Justice Gorsuch (joined by Justice Kavanaugh) dissents from denial of cert in criminal contempt case
The Supeme Court’s new order list this morning has only one cert grant in a civil case, but it concludes with a notable five-page dissent from the denial of certiorari in Donzinger v. US, No. 22–274. Here is part of the factual backstory as explained in the dissent authored by Justice Gorsuch and joined by Justice Kavanaugh involving prosecution of a lawyer for criminal contempt:
When Mr. Donziger failed to comply fully with the court’s orders, it held him in criminal contempt and referred the matter to the U. S. Attorney’s Office for prosecution. See 38 F. 4th 290, 295 (CA2 2022). After some deliberation, however, the U.S. Attorney “‘respectfully declined’” to take up the case. Ibid. (alteration omitted).

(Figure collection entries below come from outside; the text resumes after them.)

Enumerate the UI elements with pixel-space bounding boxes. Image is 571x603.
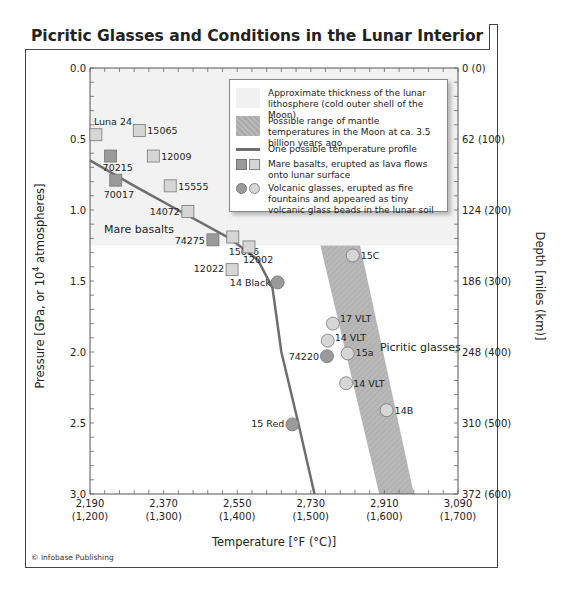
picritic-glass-marker <box>321 334 334 347</box>
y-tick-label-left: 0.0 <box>70 63 86 74</box>
lithosphere-swatch-icon <box>236 88 260 108</box>
picritic-glass-marker <box>346 249 359 262</box>
picritic-glass-label: 74220 <box>289 351 319 362</box>
x-tick-label-f: 2,730 <box>296 498 325 509</box>
y-tick-label-right: 186 (300) <box>462 276 511 287</box>
picritic-glass-label: 14 VLT <box>353 378 385 389</box>
picritic-glasses-annotation: Picritic glasses <box>380 341 461 354</box>
y-tick-label-left: 0.5 <box>70 134 86 145</box>
x-axis-title: Temperature [°F (°C)] <box>211 535 336 549</box>
mare-basalt-marker <box>90 129 102 141</box>
chart-legend: Approximate thickness of the lunar litho… <box>229 79 448 212</box>
x-tick-label-f: 2,190 <box>76 498 105 509</box>
y-tick-label-left: 2.5 <box>70 418 86 429</box>
picritic-glass-marker <box>341 347 354 360</box>
mare-basalt-label: 70215 <box>103 162 133 173</box>
y-tick-label-right: 62 (100) <box>462 134 505 145</box>
picritic-glass-label: 15a <box>356 347 374 358</box>
legend-item-volcanic-glasses: Volcanic glasses, erupted as fire founta… <box>236 183 438 216</box>
mare-basalt-marker <box>182 205 194 217</box>
mare-basalt-marker <box>110 174 122 186</box>
y-tick-label-right: 0 (0) <box>462 63 486 74</box>
x-tick-label-c: (1,300) <box>145 511 182 522</box>
mare-basalt-marker <box>243 241 255 253</box>
mantle-band-swatch-icon <box>236 116 260 136</box>
mare-basalt-label: 15555 <box>178 181 208 192</box>
mare-basalt-marker <box>207 234 219 246</box>
y-axis-title-left: Pressure [GPa, or 104 atmospheres] <box>32 183 47 388</box>
mare-basalt-label: 14072 <box>150 206 180 217</box>
mare-basalt-marker <box>133 124 145 136</box>
picritic-glass-label: 14B <box>395 405 414 416</box>
picritic-glass-label: 15C <box>361 250 380 261</box>
mare-basalts-annotation: Mare basalts <box>104 223 174 236</box>
mare-basalt-label: Luna 24 <box>94 116 132 127</box>
picritic-glass-marker <box>326 317 339 330</box>
x-tick-label-c: (1,500) <box>293 511 330 522</box>
mare-basalt-marker <box>105 150 117 162</box>
x-tick-label-f: 2,550 <box>223 498 252 509</box>
x-tick-label-c: (1,600) <box>366 511 403 522</box>
mare-basalt-label: 12002 <box>243 254 273 265</box>
x-tick-label-f: 3,090 <box>444 498 473 509</box>
y-tick-label-right: 124 (200) <box>462 205 511 216</box>
picritic-glass-marker <box>271 276 284 289</box>
mare-basalt-marker <box>164 180 176 192</box>
y-tick-label-left: 1.5 <box>70 276 86 287</box>
picritic-glass-label: 14 Black <box>230 277 271 288</box>
y-axis-title-right: Depth [miles (km)] <box>533 232 547 341</box>
x-tick-label-f: 2,910 <box>370 498 399 509</box>
picritic-glass-label: 17 VLT <box>340 313 372 324</box>
legend-item-profile: One possible temperature profile <box>236 144 438 155</box>
mare-basalt-label: 15065 <box>147 125 177 136</box>
legend-item-mare-basalts: Mare basalts, erupted as lava flows onto… <box>236 159 438 181</box>
mare-basalt-label: 12009 <box>161 151 191 162</box>
mare-basalt-marker <box>226 264 238 276</box>
credit-text: © Infobase Publishing <box>31 553 114 562</box>
y-tick-label-right: 248 (400) <box>462 347 511 358</box>
square-markers-icon <box>236 159 260 170</box>
x-tick-label-c: (1,400) <box>219 511 256 522</box>
picritic-glass-label: 14 VLT <box>335 332 367 343</box>
profile-line-icon <box>236 148 260 151</box>
picritic-glass-marker <box>340 377 353 390</box>
y-tick-label-left: 1.0 <box>70 205 86 216</box>
mantle-temperature-band <box>320 246 413 495</box>
picritic-glass-label: 15 Red <box>251 418 284 429</box>
mare-basalt-marker <box>147 150 159 162</box>
x-tick-label-f: 2,370 <box>149 498 178 509</box>
picritic-glass-marker <box>286 418 299 431</box>
y-tick-label-right: 310 (500) <box>462 418 511 429</box>
mare-basalt-label: 74275 <box>175 235 205 246</box>
x-tick-label-c: (1,700) <box>440 511 477 522</box>
circle-markers-icon <box>236 183 260 194</box>
x-tick-label-c: (1,200) <box>72 511 109 522</box>
picritic-glass-marker <box>320 350 333 363</box>
mare-basalt-label: 70017 <box>104 189 134 200</box>
mare-basalt-marker <box>227 231 239 243</box>
picritic-glass-marker <box>380 404 393 417</box>
y-tick-label-left: 2.0 <box>70 347 86 358</box>
mare-basalt-label: 12022 <box>194 263 224 274</box>
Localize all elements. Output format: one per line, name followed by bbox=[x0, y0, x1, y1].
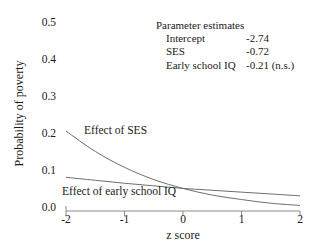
parameter-estimates-title: Parameter estimates bbox=[148, 19, 294, 32]
y-tick-label-0.3: 0.3 bbox=[26, 90, 56, 102]
x-axis-title: z score bbox=[103, 228, 263, 243]
series-label-early-school-iq: Effect of early school IQ bbox=[62, 185, 176, 197]
parameter-name-intercept: Intercept bbox=[166, 32, 246, 45]
x-tick-label--2: -2 bbox=[51, 213, 81, 225]
parameter-estimates-box: Parameter estimates Intercept-2.74 SES-0… bbox=[148, 19, 294, 72]
y-tick-label-0.1: 0.1 bbox=[26, 164, 56, 176]
x-tick-label-1: 1 bbox=[227, 213, 257, 225]
x-tick-label--1: -1 bbox=[110, 213, 140, 225]
parameter-value-intercept: -2.74 bbox=[246, 32, 269, 45]
y-tick-label-0.4: 0.4 bbox=[26, 53, 56, 65]
parameter-row-ses: SES-0.72 bbox=[148, 45, 294, 58]
chart-figure: 0.5 0.4 0.3 0.2 0.1 0.0 -2 -1 0 1 2 Prob… bbox=[0, 0, 313, 250]
parameter-value-early-school-iq: -0.21 (n.s.) bbox=[246, 59, 294, 72]
parameter-value-ses: -0.72 bbox=[246, 45, 269, 58]
x-tick-label-0: 0 bbox=[168, 213, 198, 225]
parameter-row-intercept: Intercept-2.74 bbox=[148, 32, 294, 45]
parameter-name-ses: SES bbox=[166, 45, 246, 58]
y-tick-label-0.0: 0.0 bbox=[26, 201, 56, 213]
y-axis-title: Probability of poverty bbox=[12, 44, 27, 184]
x-tick-label-2: 2 bbox=[285, 213, 313, 225]
parameter-name-early-school-iq: Early school IQ bbox=[166, 59, 246, 72]
y-tick-label-0.5: 0.5 bbox=[26, 16, 56, 28]
series-label-ses: Effect of SES bbox=[84, 124, 147, 136]
parameter-row-early-school-iq: Early school IQ-0.21 (n.s.) bbox=[148, 59, 294, 72]
y-tick-label-0.2: 0.2 bbox=[26, 127, 56, 139]
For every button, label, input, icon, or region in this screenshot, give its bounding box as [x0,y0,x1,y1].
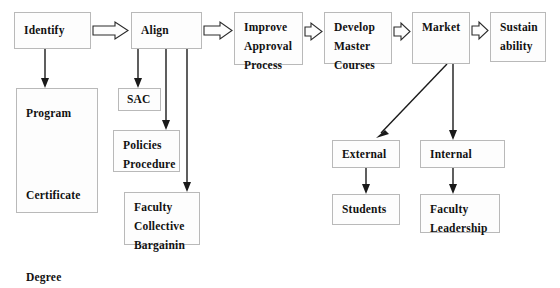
block-arrow-identify-to-align [93,22,128,39]
node-program-certificate-degree-label: Program Certificate Degree [26,93,97,288]
block-arrow-develop-to-market [394,23,410,40]
node-external[interactable]: External [332,140,400,168]
block-arrow-improve-to-develop [305,23,322,40]
block-arrow-align-to-improve [204,22,232,39]
node-faculty-collective-bargaining[interactable]: Faculty Collective Bargainin [124,192,200,245]
line-arrow-internal-to-faculty-leadership [449,168,457,194]
node-faculty-collective-bargaining-label: Faculty Collective Bargainin [134,198,199,255]
node-policies-procedure[interactable]: Policies Procedure [113,130,180,172]
block-arrow-market-to-sustain [472,22,488,39]
node-align[interactable]: Align [131,12,202,49]
line-arrow-market-to-internal [449,64,457,140]
node-identify-label: Identify [24,21,90,40]
node-improve-approval-process[interactable]: Improve Approval Process [234,12,303,65]
node-students[interactable]: Students [332,194,400,225]
node-align-label: Align [141,21,201,40]
node-market-label: Market [422,18,469,37]
node-improve-approval-process-label: Improve Approval Process [244,18,302,75]
node-identify[interactable]: Identify [14,12,91,49]
node-internal-label: Internal [430,145,504,164]
node-sustainability[interactable]: Sustain ability [490,12,546,62]
line-arrow-align-to-faculty-cb [183,49,191,192]
node-internal[interactable]: Internal [420,140,505,168]
line-arrow-external-to-students [362,168,370,194]
line-arrow-identify-to-program [41,49,49,88]
node-external-label: External [342,145,399,164]
node-sac[interactable]: SAC [118,88,161,111]
line-arrow-align-to-sac [134,49,142,88]
node-market[interactable]: Market [412,12,470,64]
node-develop-master-courses[interactable]: Develop Master Courses [324,12,392,64]
line-arrow-align-to-policies [162,49,170,130]
node-sac-label: SAC [127,90,160,109]
node-develop-master-courses-label: Develop Master Courses [334,18,391,75]
node-policies-procedure-label: Policies Procedure [123,136,179,174]
node-students-label: Students [342,200,399,219]
node-sustainability-label: Sustain ability [500,18,545,56]
node-faculty-leadership-label: Faculty Leadership [430,200,499,238]
line-arrow-market-to-external [376,64,447,138]
node-faculty-leadership[interactable]: Faculty Leadership [420,194,500,233]
node-program-certificate-degree[interactable]: Program Certificate Degree [16,88,98,213]
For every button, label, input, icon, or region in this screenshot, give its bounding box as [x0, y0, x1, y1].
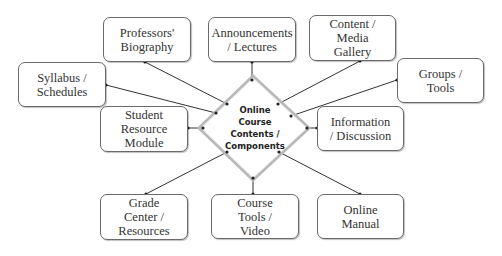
node-announcements-lectures: Announcements / Lectures — [208, 17, 296, 62]
node-content-media-gallery: Content / Media Gallery — [309, 15, 396, 61]
diagram-canvas: Online Course Contents / Components Prof… — [0, 0, 502, 256]
center-label: Online Course Contents / Components — [205, 100, 305, 156]
edge-to-grade-center-resources — [146, 152, 227, 194]
node-professors-biography: Professors' Biography — [103, 17, 191, 62]
node-student-resource-module: Student Resource Module — [100, 106, 188, 152]
edge-endpoint-dot — [250, 78, 253, 81]
node-information-discussion: Information / Discussion — [317, 106, 404, 151]
edge-to-content-media-gallery — [278, 61, 360, 104]
node-online-manual: Online Manual — [317, 194, 404, 239]
node-course-tools-video: Course Tools / Video — [211, 194, 299, 239]
node-syllabus-schedules: Syllabus / Schedules — [18, 62, 106, 107]
node-grade-center-resources: Grade Center / Resources — [100, 194, 188, 240]
edge-to-online-manual — [279, 152, 360, 194]
node-groups-tools: Groups / Tools — [397, 58, 484, 103]
edge-endpoint-dot — [305, 126, 308, 129]
edge-endpoint-dot — [251, 176, 254, 179]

Apparently displeased with this decision, the district court responded by setting up and staffing its own prosecutor’s office. Ibid. In the bench trial that followed, that office secured a conviction and the court sentenced Mr. Donziger to six months in prison. Ibid. Throughout these proceedings and on appeal, Mr. Donziger objected. He argued that the district court had no lawful authority to override the Executive Branch’s nonprosecution decision and that our Constitution’s separation of powers exists in no small measure to keep courts from becoming partisans in the cases before them. Despite his arguments, the Second Circuit affirmed Mr. Donziger’s conviction. Id., at 306. Judge Menashi dissented. Id., at 306–315.
Justice Gorsuch goes on to explain the shaky precedents and laws cited to support the unusual process for convicting the defendant here. And he concludes the dissent this way:
However much the district court may have thought Mr. Donziger warranted punishment, the prosecution in this case broke a basic constitutional promise essential to our liberty. In this country, judges have no more power to initiate a prosecution of those who come before them than prosecutors have to sit in judgment of those they charge. In the name of the “United States,” two different groups of prosecutors have asked us to turn a blind eye to this promise. Respectfully, I would not. With this Court’s failure to intervene today, I can only hope that future courts weighing whether to appoint their own prosecutors will consider carefully Judge Menashi’s dissenting opinion in this case, the continuing vitality of Young, and the limits of its reasoning. Our Constitution does not tolerate what happened here.